Rethinking How We Engage on Net Zero
The UK’s clean energy transition may now depend less on ambitious Net Zero targets and more on how effectively it can resonate with communities. Although Net Zero remains at the heart of the Government’s policy goals, research suggests that public confidence in it may be starting to show signs of strain. This shift has coincided with a rise in anti–Net Zero rhetoric among some of the UK’s major political parties, as well as private sector organisations.
This shift should not be mistaken for a rejection of decarbonisation. Support for renewable energy remains strong, but generic, high-level Net Zero messaging is no longer consistently cutting through. This distinction matters. As we look toward the future of renewable energy development, the UK’s clean energy transition may hinge less on ambitious climate targets and much more on how substantively it can connect with communities; effective and meaningful engagement is going to become a lynchpin for continued renewable development success.
The Local Exception to Net Zero Fatigue
Nowhere is the disparity in Net Zero messaging more apparent than in energy projects of different scales. While Net Zero support may be starting to falter, support for small-scale renewable energy initiatives, such as rooftop solar schemes have skyrocketed in recent years.
These kinds of schemes are often community driven in the first instance; they go on top of people’s homes or business, or they power the schools they send their children to. They are often projects clearly embedded in place, such that their purpose, impacts and benefits are easy to understand. To local communities, they feel tangible and fair, they make sense, and to this they owe their success.
When we look at large-scale infrastructure – be it solar parks or wind farms – their purpose, impacts and benefits can feel much more disconnected from their host communities. When we say that we need these projects for the UK’s Net Zero goals, those benefits are much less tangible than the immediate and visible disruption they bring. When these projects are proposed to help meet government policy, they are often perceived as top-down developments being imposed on communities, rather than being developed with them and for them.
At Counter Context, we often hear consistent themes from communities in response to consultations – highlighting opportunities to start engagement earlier, make it more meaningful, clearly define benefits, and ensure local concerns are fully addressed.
All this points not to a rejection of Net Zero as a concept, but disillusionment from how it is experienced. Communities are not growing resentful of decarbonisation itself; they feel like Net Zero is leaving them behind. As we see this frustration leading to potentially significant political repercussions for the UK’s clean energy transition, it is more imperative than ever that our engagement with communities actively seeks to resolve that disconnect, rather than falling back on worn-out Net Zero narratives.
Climate Still Matters, But So Does Everything Else
A new era of geopolitical and economic uncertainty has been steadily reshaping what issues mean the most to the British public, and consequently, how they perceive major national objectives like Net Zero. Cost-of-living crises, fluctuating energy prices and visible global instability are bringing to the forefront more immediate concerns of affordability and energy security, while more abstract long-term targets can feel so distant from the everyday pressures that people are experiencing.
High-level national messaging can also miss the mark by failing to recognise the uniqueness of different communities and by failing to reflect the varying priorities of regions across the UK. To cut through, we need to speak to the realities people face day-to-day and show how long-term national objectives can still connect to what matters locally.
Making Net Zero Meaningful Again
As communication professionals, we listen to this simmering frustration with Net Zero, and we use the lessons we learn to drive our approach to community engagement. Now, more than ever, project success will depend on a precise understanding of what resonates with communities. It needs to be responsive to national priorities around affordability, energy security and decarbonisation, while remaining genuinely interested in – and receptive to – the specific concerns of a range of local communities. Effective engagement can no longer rely on broad messaging alone, and the journey of the clean energy transition must take communities along with it, not make them passive recipients of a national ambition. This will require locally grounded engagement, meaningful dialogue, and a clear connection between national goals and people’s daily lived realities.
We look ahead to the government’s upcoming guidance following the Planning Act 2008 reforms to streamline consultation, expected in spring/summer 2026, and hope that this will provide even further guidance on best practices for genuinely meaningful community engagement.
By Heather Blackburn, Account Executive in the Energy and Utilities team at Counter Context.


■ **Task requirements**:
The answer must consist of every line below containing "plus".

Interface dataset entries
• • •

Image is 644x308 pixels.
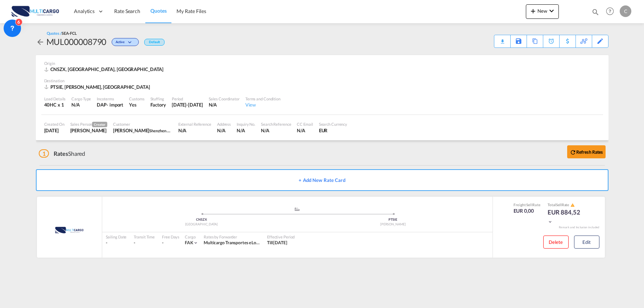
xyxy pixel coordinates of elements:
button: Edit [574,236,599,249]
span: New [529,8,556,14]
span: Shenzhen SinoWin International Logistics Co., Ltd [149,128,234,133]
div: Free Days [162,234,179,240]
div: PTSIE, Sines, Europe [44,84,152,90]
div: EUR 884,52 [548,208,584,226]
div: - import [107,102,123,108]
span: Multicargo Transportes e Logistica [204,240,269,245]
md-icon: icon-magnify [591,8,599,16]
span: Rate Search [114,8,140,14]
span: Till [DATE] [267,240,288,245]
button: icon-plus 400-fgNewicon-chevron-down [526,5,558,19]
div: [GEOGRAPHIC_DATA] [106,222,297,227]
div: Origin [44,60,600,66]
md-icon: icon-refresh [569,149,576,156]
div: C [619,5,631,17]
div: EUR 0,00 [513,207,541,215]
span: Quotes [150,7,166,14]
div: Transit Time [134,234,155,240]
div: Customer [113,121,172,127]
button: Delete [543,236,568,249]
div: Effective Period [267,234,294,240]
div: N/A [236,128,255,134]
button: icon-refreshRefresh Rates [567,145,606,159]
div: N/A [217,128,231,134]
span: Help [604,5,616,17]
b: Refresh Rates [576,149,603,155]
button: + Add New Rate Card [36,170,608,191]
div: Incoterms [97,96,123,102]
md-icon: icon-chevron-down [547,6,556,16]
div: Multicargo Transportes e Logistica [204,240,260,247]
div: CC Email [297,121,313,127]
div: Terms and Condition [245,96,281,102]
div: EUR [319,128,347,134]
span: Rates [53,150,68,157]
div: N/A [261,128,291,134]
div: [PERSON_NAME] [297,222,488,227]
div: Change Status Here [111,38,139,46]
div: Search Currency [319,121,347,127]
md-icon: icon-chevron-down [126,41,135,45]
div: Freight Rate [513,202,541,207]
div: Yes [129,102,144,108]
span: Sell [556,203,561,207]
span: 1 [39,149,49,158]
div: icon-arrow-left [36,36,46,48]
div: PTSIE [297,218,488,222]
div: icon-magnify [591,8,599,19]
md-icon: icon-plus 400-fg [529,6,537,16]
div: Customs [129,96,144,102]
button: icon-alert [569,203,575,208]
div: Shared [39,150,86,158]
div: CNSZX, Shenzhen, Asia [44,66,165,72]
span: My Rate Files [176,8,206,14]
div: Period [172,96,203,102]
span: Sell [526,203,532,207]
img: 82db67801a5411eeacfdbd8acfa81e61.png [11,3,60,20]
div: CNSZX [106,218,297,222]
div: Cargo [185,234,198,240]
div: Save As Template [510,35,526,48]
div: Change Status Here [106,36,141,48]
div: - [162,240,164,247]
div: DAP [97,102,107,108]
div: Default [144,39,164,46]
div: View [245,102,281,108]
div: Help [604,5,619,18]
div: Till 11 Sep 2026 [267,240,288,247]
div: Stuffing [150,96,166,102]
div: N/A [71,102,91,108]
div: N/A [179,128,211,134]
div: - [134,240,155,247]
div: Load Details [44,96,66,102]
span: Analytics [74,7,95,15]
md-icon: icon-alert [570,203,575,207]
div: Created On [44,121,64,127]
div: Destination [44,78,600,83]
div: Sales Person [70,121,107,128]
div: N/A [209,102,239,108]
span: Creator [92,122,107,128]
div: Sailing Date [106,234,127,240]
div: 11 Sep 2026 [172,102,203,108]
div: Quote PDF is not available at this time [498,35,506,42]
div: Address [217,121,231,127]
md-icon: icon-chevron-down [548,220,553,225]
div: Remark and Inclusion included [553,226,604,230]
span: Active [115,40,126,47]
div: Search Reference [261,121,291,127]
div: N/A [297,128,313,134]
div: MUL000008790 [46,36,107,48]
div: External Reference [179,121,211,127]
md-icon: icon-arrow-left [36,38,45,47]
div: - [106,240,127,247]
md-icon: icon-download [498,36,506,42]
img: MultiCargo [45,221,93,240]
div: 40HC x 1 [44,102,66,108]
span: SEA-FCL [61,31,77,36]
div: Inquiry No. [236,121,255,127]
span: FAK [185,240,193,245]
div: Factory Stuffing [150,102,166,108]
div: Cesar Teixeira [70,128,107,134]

• • •

■ **Task result**:
button: icon-plus 400-fgNewicon-chevron-down [526,5,558,19]
md-icon: icon-plus 400-fg [529,6,537,16]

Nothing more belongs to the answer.